Friday, May 29, 2009

Books for our Fall meetings

Because the list of books for 2009 is getting far down in the blog, I have chosen to repeat those for our Fall meetings here:

Monday September 28

Carla's choice  Snowflower and the Secret Fan by Lisa See at Colette's home

Sitting Quietly

I am what they call in our village “one who has not yet died”—a widow, eighty years old. Without my husband, the days are long. I no longer care for the special foods that Peony and the others prepare for me. I no longer look forward to the happy events that settle under our roof so easily. Only the past interests me now. After all this time, I can finally say the things I couldn't when I had to depend on my natal family to raise me or rely on my husband's family to feed me. I have a whole life to tell; I have nothing left to lose and few to offend.

I am old enough to know only too well my good and bad qualities, which were often one and the same. For my entire life I longed for love. I knew it was not right for me—as a girl and later as a woman—to want or expect it, but I did, and this unjustified desire has been at the root of every problem I have experienced in my life. I dreamed that my mother would notice me and that she and the rest of my family would grow to love me. To win their affection, I was obedient—the ideal characteristic for someone of my sex—but I was too willing to do what they told me to do. Hoping they would show me even the most simple kindness, I tried to fulfill their expectations for me— to attain the smallest bound feet in the county—so I let my bones be broken and molded into a better shape.

Monday October 26

Linda's choice The Hatbox Letters by Beth Powning at Beth's home

EXCERPT

"She leans forward and rummages in the hatbox, knowing that she is being hooked by its sweet smell. She tips reading glasses from her head, settles them on her nose, unfolds a paper and presses it to her face. She breathes deeply. What is it? Lately she finds herself in a peculiar state, slowed, as if floating without impulsion, in which she examines her own feelings. There's a familiar, disturbing stab in her heart that she remembers from when, as a child, she laid her head on Shepton's prickly pillows, or lifted the lids of stoneware crocks or opened the games cupboard under the stairs. It's a small ache, a presage of grief, evoked by the distilled smell of age. It's a reminder, she thinks, of joy's sorrow-edge. Of how every moment tilts on the edge of its own decline. There's something else, though. Responsibility to the past. And flight from its demands. The feelings she's come to recognize, holding in her hand, say, a small pin that Tom was once given at a ceremony in Ottawa for "service to the arts." How, she chastises herself, during her process of dispossession, could she think of parting with this piece of silver? Doesn't she have the responsibility of memorializing Tom?"

©copyright Beth Powning

Monday November 23

Betty's choice Three Cups of Tea by Greg Mortenson and David Oliver Relin at Michèle's home

In Three Cups of Tea: One Man’s Mission to Promote Peace . . . One School at a Time , Greg Mortenson, and journalist David Oliver Relin, recount the journey that led Mortenson from a failed 1993 attempt to climb Pakistan’s K2, the world’s second highest mountain, to successfully establish schools in some of the most remote regions of Afghanistan and Pakistan. By replacing guns with pencils, rhetoric with reading, Mortenson combines his unique background with his intimate knowledge of the third-world to promote peace with books, not bombs, and successfully bring education and hope to remote communities in central Asia. Three Cups of Tea is at once an unforgettable adventure and the inspiring true story of how one man really is changing the world—one school at a time.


### Exercise objective
All entries are to be transcribed exactly. Pictures are not part of the copy.

### Provided data
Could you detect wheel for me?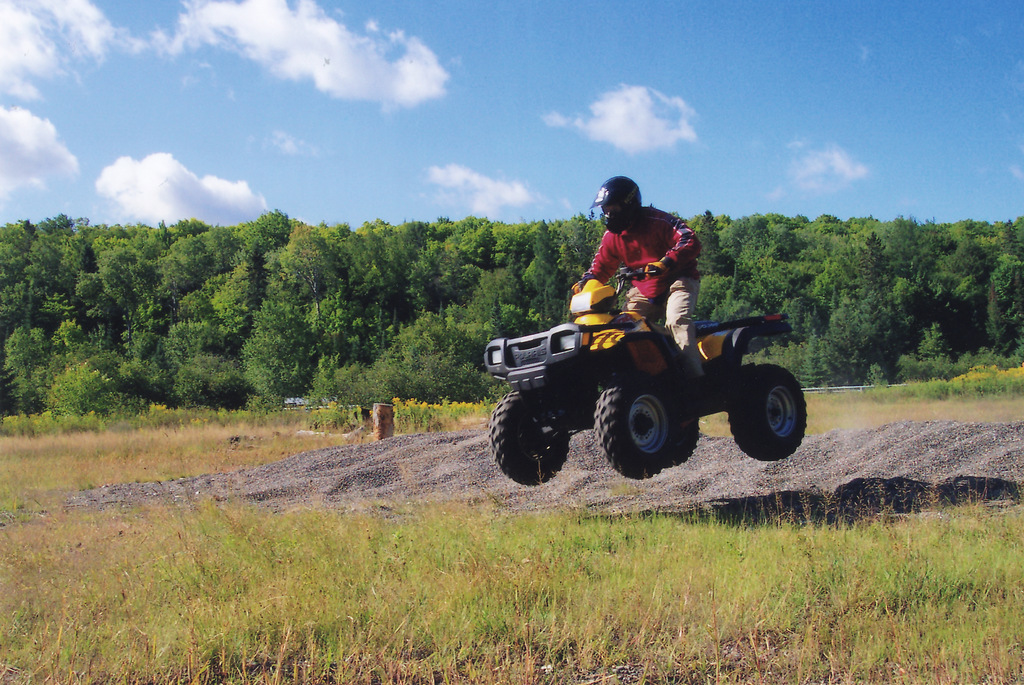
Detection result: (x1=592, y1=374, x2=668, y2=481).
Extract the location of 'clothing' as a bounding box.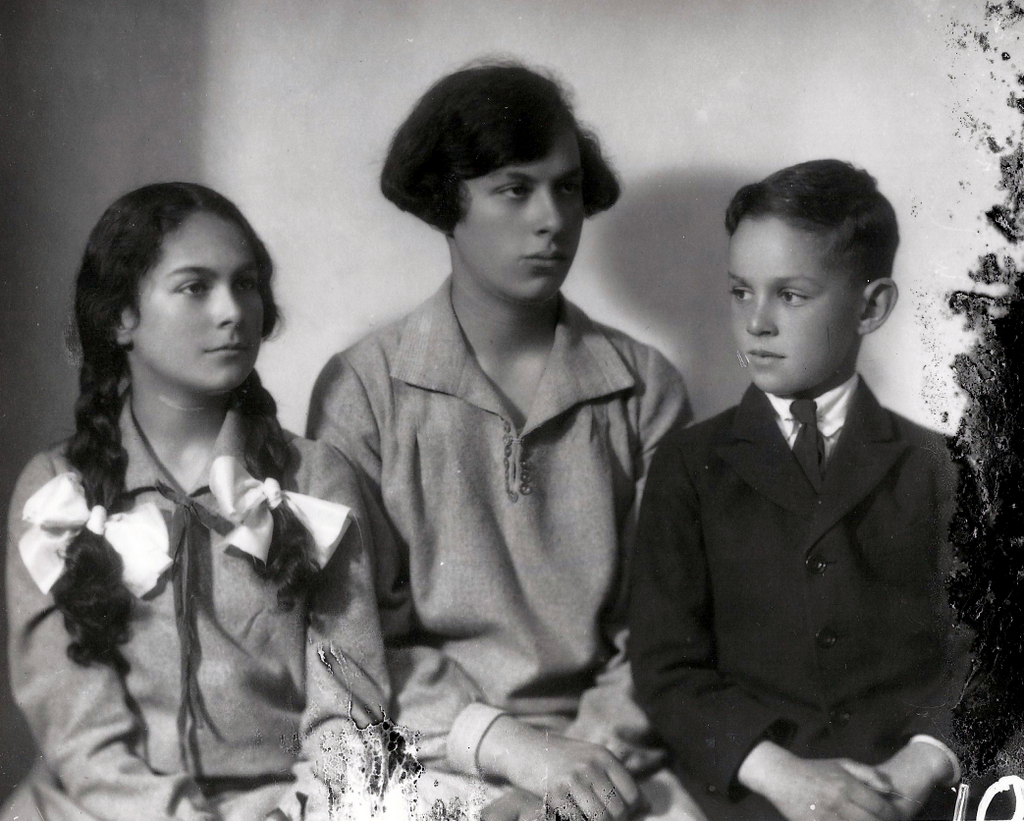
BBox(632, 378, 985, 814).
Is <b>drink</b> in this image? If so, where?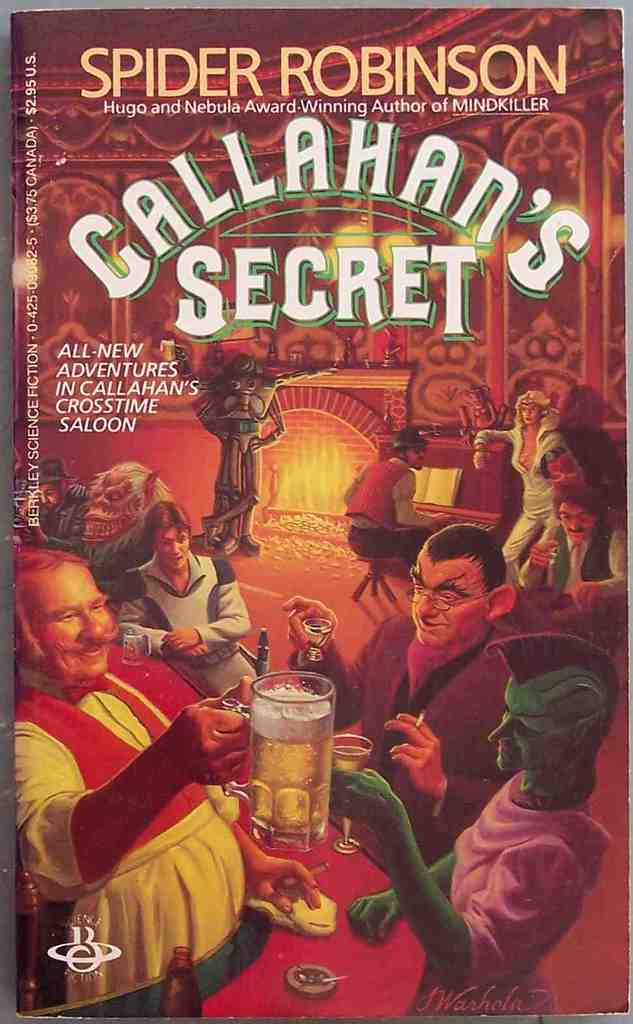
Yes, at [243, 671, 337, 851].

### Solved exercise
Could you detect wheel for me?
Detection result: (x1=592, y1=374, x2=668, y2=481).
Extract the location of 'clothing' as a bounding box.
BBox(632, 378, 985, 814).
Is <b>drink</b> in this image? If so, where?
Yes, at [243, 671, 337, 851].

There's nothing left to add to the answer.